Families of children with special educational needs also attended the debate, which lasted just over two hours.
During the debate, the Education Minister Paul Givan was questioned about the initial decision and why families were subjected to unnecessary stress and anxiety.
The Department of Health also came under scrutiny over the U-turn and how it plans to staff the summer schemes.
NI AssemblyThe education minister said supporting children is a priority, but it requires the input of the whole executive, and "all departments must be willing to do so" and bring their resources to the table.
Givan added that there's a tendency to see it as an education issue alone and a reluctance to commit "more than warm words".
He said the EA needs the support and investment of others to provide this safely, adding that the cancellations were a result of health risks, and not funding.
"After intense and constructive engagement, the Minister for Health confirmed last Friday that nursing support will be provided at every summer scheme location," Givan said.
NI AssemblyThe SDLP Leader of the Opposition Matthew O'Toole said having to subject special educational needs families to this '"spectacle" is a "profound failure of our politics".
O'Toole described it as an "immense failure" from both the education and health ministers.
The cancellations and U-turn caused lots of "finger pointing and point scoring" according to the Ulster Unionist Party leader Jon Burrows.
"What happened last week should never have happened.
"We all owe a collective responsibility for that."
'A bad tempered debate'
Even before the first words were uttered in the chamber the Speaker sensed things could turn ugly.
He urged members not to "take lumps out of each other", but clearly not everyone heeded that advice.

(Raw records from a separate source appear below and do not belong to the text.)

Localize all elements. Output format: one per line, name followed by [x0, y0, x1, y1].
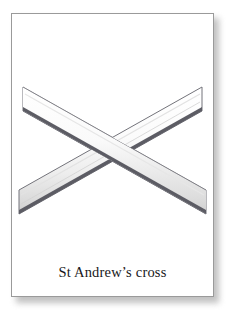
illustration-card: St Andrew’s cross [11, 13, 214, 297]
caption-label: St Andrew’s cross [12, 264, 213, 281]
saltire-diagonal-cross-icon [12, 14, 213, 244]
saltire-illustration [12, 14, 213, 244]
page-root: St Andrew’s cross [0, 0, 226, 313]
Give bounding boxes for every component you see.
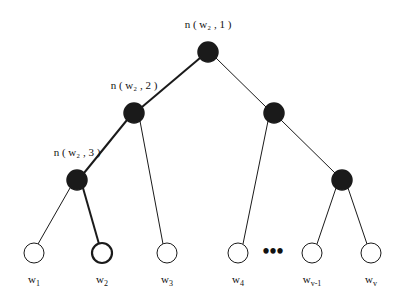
internal-node[interactable]: [124, 103, 144, 123]
leaf-node-subscript: v-1: [311, 279, 322, 288]
leaf-nodes-group: [24, 243, 381, 263]
leaf-node-label: w2: [96, 273, 108, 288]
internal-node-label: n ( w₂ , 3 ): [54, 146, 101, 159]
leaf-node-subscript: 2: [104, 279, 108, 288]
leaf-node-label: wv-1: [303, 273, 322, 288]
leaf-node[interactable]: [228, 243, 248, 263]
leaf-node[interactable]: [92, 243, 112, 263]
ellipsis-annotation: •••: [262, 240, 283, 262]
leaf-node-label: w4: [232, 273, 244, 288]
internal-node[interactable]: [67, 170, 87, 190]
leaf-node[interactable]: [361, 243, 381, 263]
leaf-node[interactable]: [157, 243, 177, 263]
tree-edge: [216, 58, 266, 107]
leaf-node[interactable]: [302, 243, 322, 263]
tree-edge: [281, 120, 335, 173]
leaf-node-label: w1: [28, 273, 40, 288]
tree-edge: [38, 188, 70, 244]
tree-edge: [348, 188, 367, 244]
tree-edge: [243, 121, 268, 244]
internal-node[interactable]: [198, 42, 218, 62]
leaf-node-label: w3: [161, 273, 173, 288]
annotations-group: •••: [262, 240, 283, 262]
tree-edge: [317, 188, 336, 244]
tree-edge: [140, 121, 163, 244]
tree-edge: [83, 188, 99, 244]
leaf-node-subscript: 4: [240, 279, 244, 288]
leaf-node-label: wv: [365, 273, 377, 288]
internal-node[interactable]: [332, 170, 352, 190]
tree-diagram: n ( w₂ , 1 )n ( w₂ , 2 )n ( w₂ , 3 )w1w2…: [0, 0, 399, 303]
leaf-node-subscript: 1: [36, 279, 40, 288]
leaf-node-subscript: v: [373, 279, 377, 288]
leaf-node-subscript: 3: [169, 279, 173, 288]
internal-node-label: n ( w₂ , 2 ): [111, 79, 158, 92]
leaf-node[interactable]: [24, 243, 44, 263]
internal-nodes-group: [67, 42, 352, 190]
tree-svg: n ( w₂ , 1 )n ( w₂ , 2 )n ( w₂ , 3 )w1w2…: [0, 0, 399, 303]
internal-node-label: n ( w₂ , 1 ): [185, 18, 232, 31]
internal-node[interactable]: [264, 103, 284, 123]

What followed was at times a bad tempered debate with feisty exchanges across the floor.
Passions were running high which was not surprising given who was watching from the public gallery.
Families of special needs children who despite the latest U-turn were determined to vent their anger at a system which has failed them.

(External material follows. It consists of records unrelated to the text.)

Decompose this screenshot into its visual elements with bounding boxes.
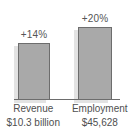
category-name-employment: Employment: [67, 102, 134, 116]
bar-group-employment: +20%: [78, 27, 112, 100]
plot-area: +14% +20%: [0, 0, 133, 100]
category-block-revenue: Revenue $10.3 billion: [0, 102, 67, 130]
bar-chart-figure: +14% +20% Revenue $10.3 billion Employme…: [0, 0, 133, 138]
category-block-employment: Employment $45,628: [67, 102, 134, 130]
bar-group-revenue: +14%: [18, 43, 50, 100]
bar-value-label-revenue: +14%: [21, 29, 47, 40]
category-sublabel-employment: $45,628: [67, 116, 134, 130]
bar-revenue[interactable]: [18, 43, 50, 100]
bar-employment[interactable]: [78, 27, 112, 100]
baseline-axis: [14, 99, 120, 100]
category-name-revenue: Revenue: [0, 102, 67, 116]
bar-value-label-employment: +20%: [82, 13, 108, 24]
category-sublabel-revenue: $10.3 billion: [0, 116, 67, 130]
category-labels: Revenue $10.3 billion Employment $45,628: [0, 102, 133, 130]
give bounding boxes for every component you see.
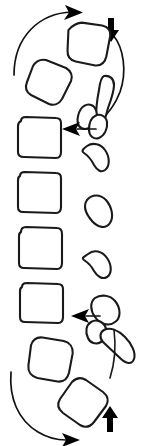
spinous-process-1 (83, 144, 109, 171)
vertebra-body-6 (20, 283, 63, 323)
vertebra-body-8 (58, 378, 107, 426)
vertebra-body-7 (26, 335, 74, 383)
vertebra-body-3 (18, 117, 61, 158)
spinous-process-upper-tip (89, 115, 107, 139)
axial-load-arrow-up (102, 406, 118, 432)
vertebra-body-4 (18, 172, 61, 213)
spinous-process-3 (83, 251, 111, 278)
spinous-process-lower-tip (100, 329, 134, 363)
spine-diagram-svg: Lumbar spine lateral line diagram with r… (0, 0, 150, 446)
vertebra-body-5 (19, 227, 62, 269)
vertebra-body-1 (65, 20, 114, 69)
vertebra-body-2 (26, 60, 72, 105)
spine-diagram-canvas: Lumbar spine lateral line diagram with r… (0, 0, 150, 446)
spinous-process-2 (85, 196, 112, 227)
axial-arrow-up-glyph (102, 406, 118, 432)
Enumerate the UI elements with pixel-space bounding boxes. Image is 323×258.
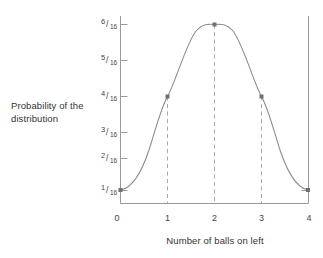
data-point-3 — [260, 95, 264, 99]
svg-text:/: / — [106, 185, 109, 195]
data-point-0 — [119, 188, 123, 192]
y-tick-label-5-16: 5 / 16 — [101, 53, 118, 66]
y-axis-title-line-2: distribution — [11, 112, 103, 125]
chart-page: 6 / 16 5 / 16 4 / 16 3 / 16 2 / — [0, 0, 323, 258]
x-tick-label-4: 4 — [306, 213, 311, 223]
svg-text:16: 16 — [110, 59, 118, 66]
x-tick-label-3: 3 — [259, 213, 264, 223]
guide-lines — [168, 25, 262, 204]
y-axis-title: Probability of the distribution — [11, 99, 103, 125]
y-axis-tick-labels: 6 / 16 5 / 16 4 / 16 3 / 16 2 / — [101, 17, 118, 196]
y-axis-ticks — [121, 25, 128, 191]
y-axis-title-line-1: Probability of the — [11, 99, 103, 112]
svg-text:5: 5 — [101, 53, 105, 62]
data-point-4 — [306, 188, 310, 192]
svg-text:16: 16 — [110, 23, 118, 30]
x-tick-label-2: 2 — [212, 213, 217, 223]
svg-text:/: / — [106, 127, 109, 137]
svg-text:3: 3 — [101, 125, 105, 134]
svg-text:1: 1 — [101, 183, 105, 192]
x-axis-title: Number of balls on left — [120, 234, 310, 247]
svg-text:/: / — [106, 153, 109, 163]
svg-text:16: 16 — [110, 189, 118, 196]
x-axis-tick-labels: 0 1 2 3 4 — [114, 213, 311, 223]
data-point-2 — [213, 23, 217, 27]
svg-text:/: / — [106, 91, 109, 101]
svg-text:16: 16 — [110, 131, 118, 138]
y-tick-label-4-16: 4 / 16 — [101, 89, 118, 102]
y-tick-label-6-16: 6 / 16 — [101, 17, 118, 30]
svg-text:6: 6 — [101, 17, 105, 26]
svg-text:/: / — [106, 19, 109, 29]
y-tick-label-1-16: 1 / 16 — [101, 183, 118, 196]
svg-text:4: 4 — [101, 89, 105, 98]
x-tick-label-1: 1 — [165, 213, 170, 223]
svg-text:2: 2 — [101, 151, 105, 160]
y-tick-label-3-16: 3 / 16 — [101, 125, 118, 138]
y-tick-label-2-16: 2 / 16 — [101, 151, 118, 164]
svg-text:16: 16 — [110, 95, 118, 102]
probability-distribution-chart: 6 / 16 5 / 16 4 / 16 3 / 16 2 / — [0, 0, 323, 258]
data-point-1 — [166, 95, 170, 99]
svg-text:/: / — [106, 55, 109, 65]
svg-text:16: 16 — [110, 157, 118, 164]
x-tick-label-0: 0 — [114, 213, 119, 223]
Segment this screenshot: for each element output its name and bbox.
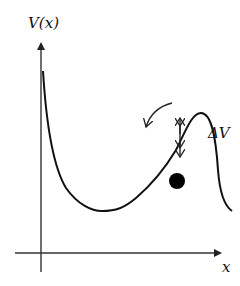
motion-arrow [146,103,172,127]
barrier-label: ΔV [208,124,230,142]
y-axis-label: V(x) [28,14,59,32]
ball [169,173,185,189]
potential-diagram [0,0,240,286]
x-axis-label: x [222,258,230,276]
potential-curve [43,71,232,211]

Carrying photographs of their children they told how they feel abandoned and left isolated without much help or support.
It was a sobering message for the MLAs as they all agreed the families should have been spared the anxiety of last weeks U-turn.

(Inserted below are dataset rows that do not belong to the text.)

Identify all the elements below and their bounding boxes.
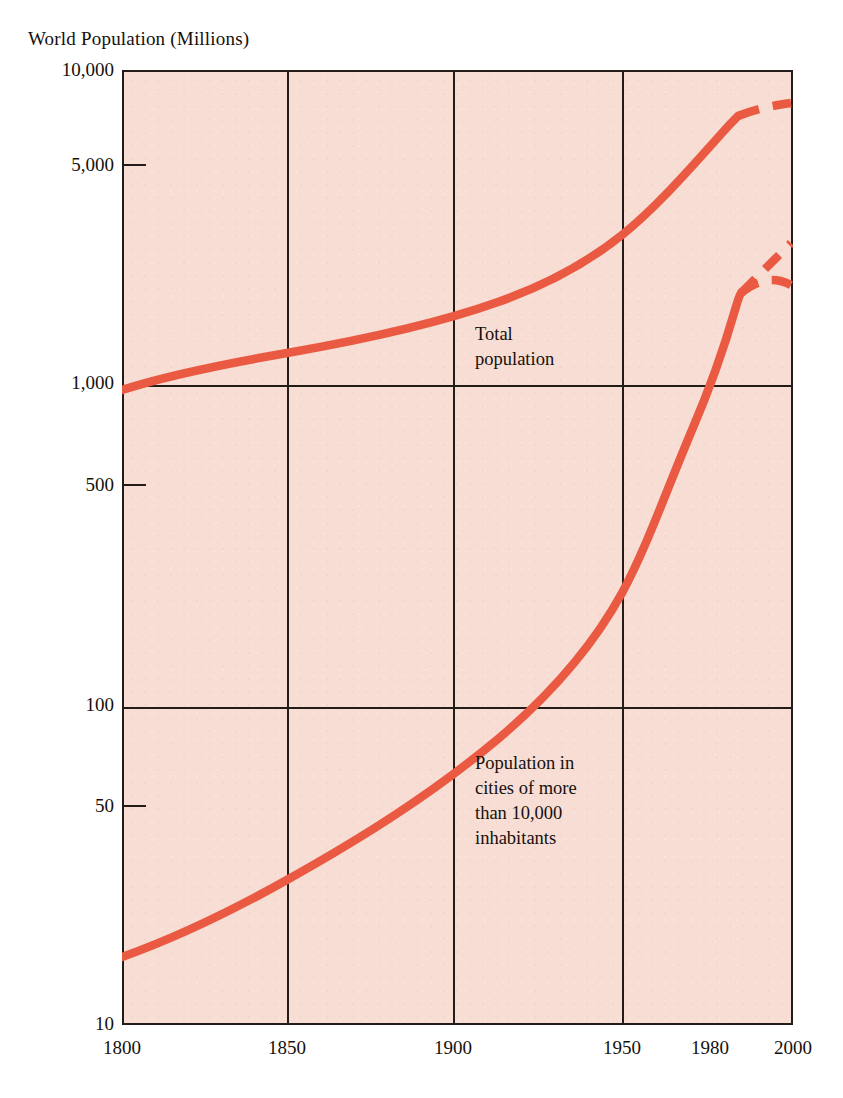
ytick-label-10000: 10,000	[16, 59, 114, 81]
gridline-x-1900	[453, 72, 455, 1023]
annotation-total-population-line1: Total	[475, 322, 554, 347]
annotation-urban-population-line4: inhabitants	[475, 826, 577, 851]
annotation-urban-population-line1: Population in	[475, 751, 577, 776]
gridline-y-1000	[124, 385, 791, 387]
ytick-label-50: 50	[16, 795, 114, 817]
annotation-total-population: Total population	[475, 322, 554, 372]
xtick-label-2000: 2000	[753, 1037, 833, 1059]
annotation-urban-population-line2: cities of more	[475, 776, 577, 801]
plot-area	[122, 70, 793, 1025]
annotation-urban-population: Population in cities of more than 10,000…	[475, 751, 577, 851]
xtick-label-1850: 1850	[247, 1037, 327, 1059]
xtick-label-1980: 1980	[670, 1037, 750, 1059]
ytick-mark-500	[122, 484, 146, 486]
ytick-label-500: 500	[16, 474, 114, 496]
ytick-label-1000: 1,000	[16, 372, 114, 394]
population-chart-figure: World Population (Millions) 10,000 5,000…	[0, 0, 843, 1098]
xtick-label-1900: 1900	[413, 1037, 493, 1059]
gridline-x-1950	[622, 72, 624, 1023]
ytick-mark-5000	[122, 164, 146, 166]
annotation-total-population-line2: population	[475, 347, 554, 372]
gridline-x-1850	[287, 72, 289, 1023]
annotation-urban-population-line3: than 10,000	[475, 801, 577, 826]
ytick-mark-50	[122, 805, 146, 807]
gridline-y-100	[124, 707, 791, 709]
xtick-label-1950: 1950	[582, 1037, 662, 1059]
ytick-label-100: 100	[16, 694, 114, 716]
ytick-label-10: 10	[16, 1013, 114, 1035]
ytick-label-5000: 5,000	[16, 154, 114, 176]
chart-title: World Population (Millions)	[28, 28, 249, 50]
paper-texture	[124, 72, 791, 1023]
xtick-label-1800: 1800	[82, 1037, 162, 1059]
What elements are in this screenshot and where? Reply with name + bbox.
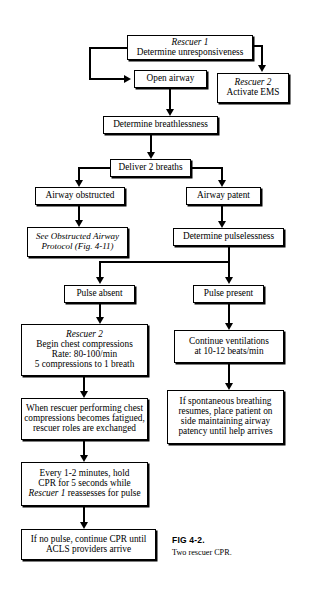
connector-rescuer1-to-ems-down [261, 45, 263, 66]
node-rescuer2-ems-line2: Activate EMS [227, 88, 280, 98]
connector-deliver-right-down [221, 167, 223, 181]
connector-ventilations-to-spontaneous [228, 363, 230, 384]
connector-pulsepresent-to-ventilations [228, 303, 230, 324]
arrowhead-into-airway-obstructed [75, 180, 83, 187]
node-rescuer-roles-exchanged: When rescuer performing chest compressio… [21, 398, 148, 440]
node-hold-cpr-line3-emphasis: Rescuer 1 [28, 488, 65, 498]
node-airway-patent: Airway patent [186, 187, 261, 205]
connector-pulseabsent-to-compressions [99, 303, 101, 318]
figure-caption: FIG 4-2. Two rescuer CPR. [172, 535, 292, 557]
arrowhead-into-rescuer-roles-exchanged [80, 391, 88, 398]
node-pulse-present: Pulse present [193, 285, 264, 303]
node-continue-ventilations: Continue ventilations at 10-12 beats/min [174, 330, 284, 363]
node-rescuer1-line2: Determine unresponsiveness [137, 48, 244, 58]
node-roles-exchanged-line3: rescuer roles are exchanged [33, 424, 136, 434]
arrowhead-into-hold-cpr [80, 455, 88, 462]
node-pulse-absent: Pulse absent [64, 285, 135, 303]
node-airway-obstructed-label: Airway obstructed [46, 191, 115, 201]
arrowhead-into-pulse-present [225, 277, 233, 284]
node-pulse-present-label: Pulse present [204, 289, 253, 299]
figure-number: FIG 4-2. [172, 535, 292, 545]
arrowhead-into-spontaneous-breathing [225, 383, 233, 390]
arrowhead-into-open-airway [124, 75, 131, 83]
node-airway-patent-label: Airway patent [197, 191, 250, 201]
connector-pulselessness-down [228, 246, 230, 262]
node-continue-ventilations-line2: at 10-12 beats/min [194, 347, 263, 357]
node-deliver-2-breaths-label: Deliver 2 breaths [118, 163, 182, 173]
node-rescuer2-activate-ems: Rescuer 2 Activate EMS [217, 73, 289, 103]
node-hold-cpr-line3-rest: reassesses for pulse [65, 488, 140, 498]
connector-rescuer1-loop-bottom [89, 78, 125, 80]
connector-deliver-split-right [190, 167, 223, 169]
arrowhead-into-deliver-2-breaths [147, 152, 155, 159]
node-hold-cpr-reassess: Every 1-2 minutes, hold CPR for 5 second… [21, 462, 148, 506]
node-open-airway-label: Open airway [147, 74, 195, 84]
node-pulse-absent-label: Pulse absent [76, 289, 122, 299]
connector-pulse-present-down [228, 261, 230, 278]
connector-patent-to-pulselessness [221, 205, 223, 222]
node-begin-chest-compressions: Rescuer 2 Begin chest compressions Rate:… [21, 324, 148, 376]
connector-holdcpr-to-acls [83, 506, 85, 523]
connector-exchange-to-holdcpr [83, 440, 85, 456]
connector-deliver-split-left [78, 167, 111, 169]
connector-obstructed-to-protocol [78, 205, 80, 221]
connector-openairway-to-breathlessness [169, 88, 171, 110]
node-airway-obstructed: Airway obstructed [35, 187, 125, 205]
node-determine-breathlessness-label: Determine breathlessness [113, 120, 208, 130]
node-open-airway: Open airway [134, 70, 207, 88]
node-obstructed-protocol-line2: Protocol (Fig. 4-11) [41, 242, 113, 252]
node-determine-pulselessness-label: Determine pulselessness [183, 232, 274, 242]
connector-rescuer1-loop-top [89, 47, 128, 49]
arrowhead-into-determine-pulselessness [218, 221, 226, 228]
arrowhead-into-begin-compressions [96, 317, 104, 324]
node-continue-until-acls: If no pulse, continue CPR until ACLS pro… [21, 529, 156, 560]
figure-caption-text: Two rescuer CPR. [172, 548, 292, 557]
arrowhead-into-airway-patent [218, 180, 226, 187]
flowchart-page: Rescuer 1 Determine unresponsiveness Ope… [0, 0, 311, 593]
node-spontaneous-breathing: If spontaneous breathing resumes, place … [167, 390, 284, 444]
node-determine-breathlessness: Determine breathlessness [103, 116, 218, 134]
node-deliver-2-breaths: Deliver 2 breaths [110, 159, 191, 177]
node-see-obstructed-airway-protocol: See Obstructed Airway Protocol (Fig. 4-1… [27, 227, 128, 257]
arrowhead-into-obstructed-protocol [75, 220, 83, 227]
node-rescuer1: Rescuer 1 Determine unresponsiveness [127, 35, 253, 60]
arrowhead-into-continue-ventilations [225, 323, 233, 330]
connector-rescuer1-loop-left [89, 47, 91, 79]
connector-compressions-to-exchange [83, 376, 85, 392]
arrowhead-into-continue-until-acls [80, 522, 88, 529]
connector-deliver-left-down [78, 167, 80, 181]
connector-pulse-absent-down [99, 261, 101, 278]
node-hold-cpr-line3: Rescuer 1 reassesses for pulse [28, 489, 140, 499]
connector-pulselessness-split [99, 261, 230, 263]
node-acls-line2: ACLS providers arrive [46, 545, 131, 555]
arrowhead-into-pulse-absent [96, 277, 104, 284]
connector-breathlessness-to-deliver [150, 134, 152, 153]
arrowhead-into-rescuer2-ems [258, 65, 266, 72]
arrowhead-into-breathlessness [166, 109, 174, 116]
node-spontaneous-line4: patency until help arrives [178, 427, 272, 437]
node-begin-compressions-line4: 5 compressions to 1 breath [35, 360, 135, 370]
node-determine-pulselessness: Determine pulselessness [173, 228, 284, 246]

But that is where the unity ended as Sinn Féin and Alliance led the attack against the DUP Education Minister Paul Givan.
Nothing was off limits.
Givan hit back refusing to take interventions from Sinn Féin members, accusing the party of being "shameless" in how it "exploited" children with special education needs for "party political advantage".
Some interventions were applauded by the families in the gallery while we also got two apologies from the education and health ministers.
But the real test will come in the allocation of funding not in the allocation of blame.
That is when the families will measure the real worth of what they heard from across the Assembly floor.
'You need action'

Speaking before the debate began, Colleen McConville said she was hoping the recall could provide answers.
Her two sons - Cian and Cillian - both use Lisanally Special School's summer scheme in Armagh.
"Services for our children are always cut, so yes we're grateful it's back on, but it shouldn't have been decided like that out of the blue," she says.
Colleen said there needs to be "long term solutions".
"It's alright to promise things and you're going to try your best or you have good intentions, [but] you need action."

Elena Eke's son David is autistic and has complex needs. She has two other children.
"For us, the summer scheme is such a vital service throughout the summer where he can have access through the school to loads of things which we are not able as a family to provide," she told BBC News NI.
Elena also questioned what the long-term future of the summer schemes would be.
"Politicians need to do better and our children matter," she said.

Caroline Devenney's son Harry was born with a rare syndrome and attends a special school in south Belfast.
She said everything in Harry's life has been a "fight" so far - from obtaining a school place to getting a SEN statement.
"The summer for us, I work, I have a mortgage to pay and there's very little support for children out there, for children like Harry," Caroline said.